▸ **Supplied data**:
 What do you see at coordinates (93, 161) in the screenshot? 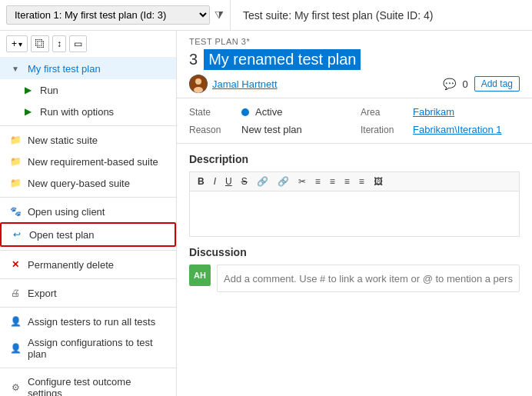
I see `sidebar-item-new-req-label: New requirement-based suite` at bounding box center [93, 161].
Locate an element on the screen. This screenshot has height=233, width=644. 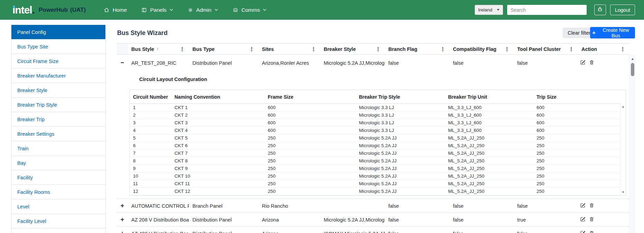
bug-report-button is located at coordinates (600, 10).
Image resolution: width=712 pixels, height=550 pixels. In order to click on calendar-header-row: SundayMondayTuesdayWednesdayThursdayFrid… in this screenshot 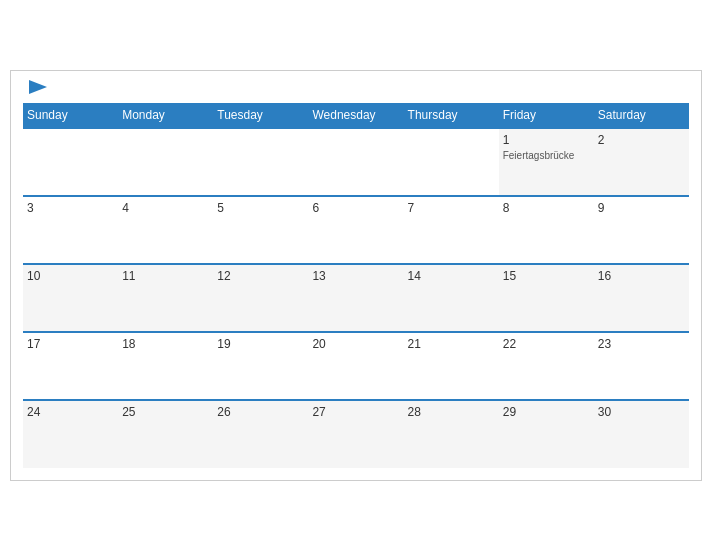, I will do `click(356, 116)`.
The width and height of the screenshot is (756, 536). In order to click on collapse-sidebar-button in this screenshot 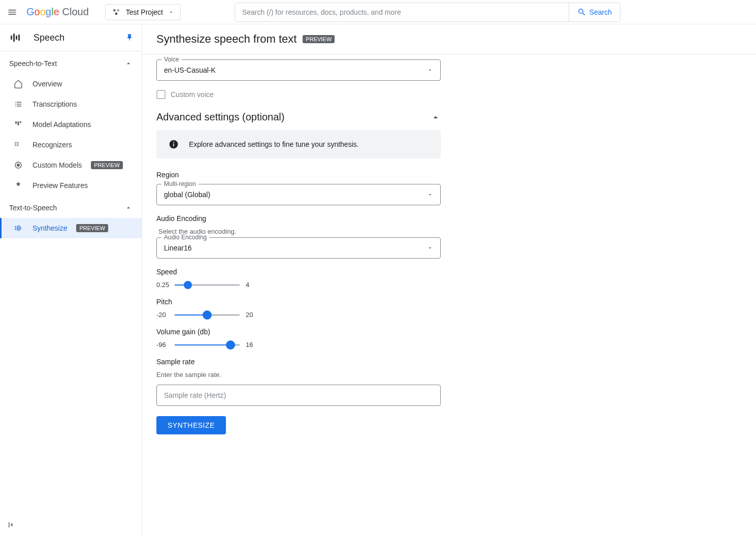, I will do `click(12, 525)`.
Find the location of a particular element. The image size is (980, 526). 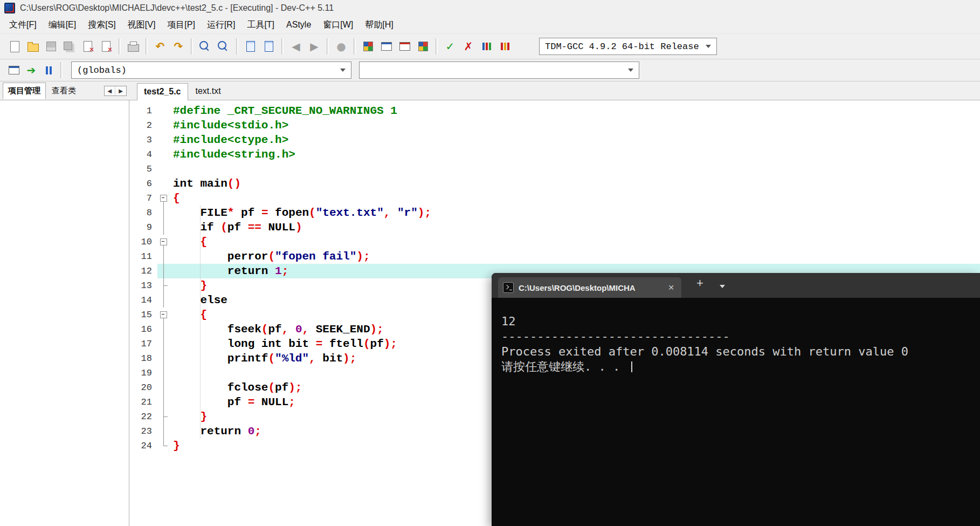

menu-item-astyle: AStyle is located at coordinates (299, 25).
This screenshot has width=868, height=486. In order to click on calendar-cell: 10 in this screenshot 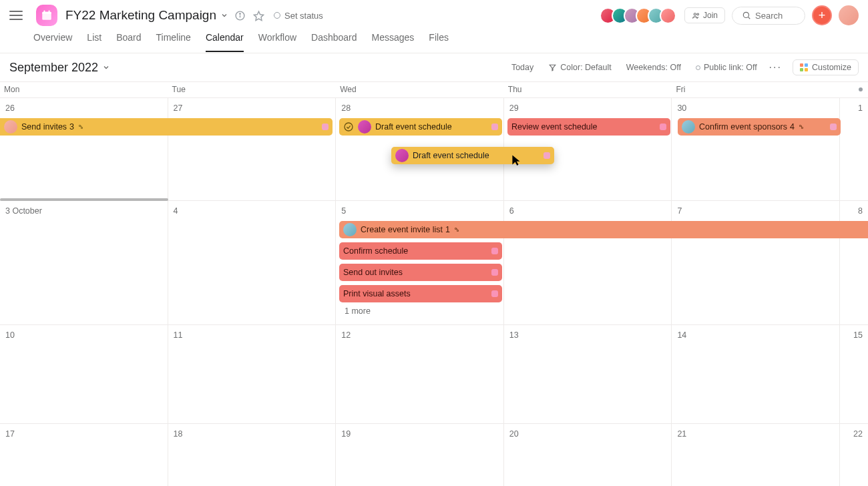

▸ **Description of the task**: Starting with the line containing "Find the location" and ending with the last line of the records above, write out each line exactly; no pictures.

▸ **Answer area**:
Find the location of a particular element. The image size is (980, 526). 

menu-item-astyle: AStyle is located at coordinates (299, 25).
This screenshot has width=868, height=486. In order to click on calendar-cell: 10 in this screenshot 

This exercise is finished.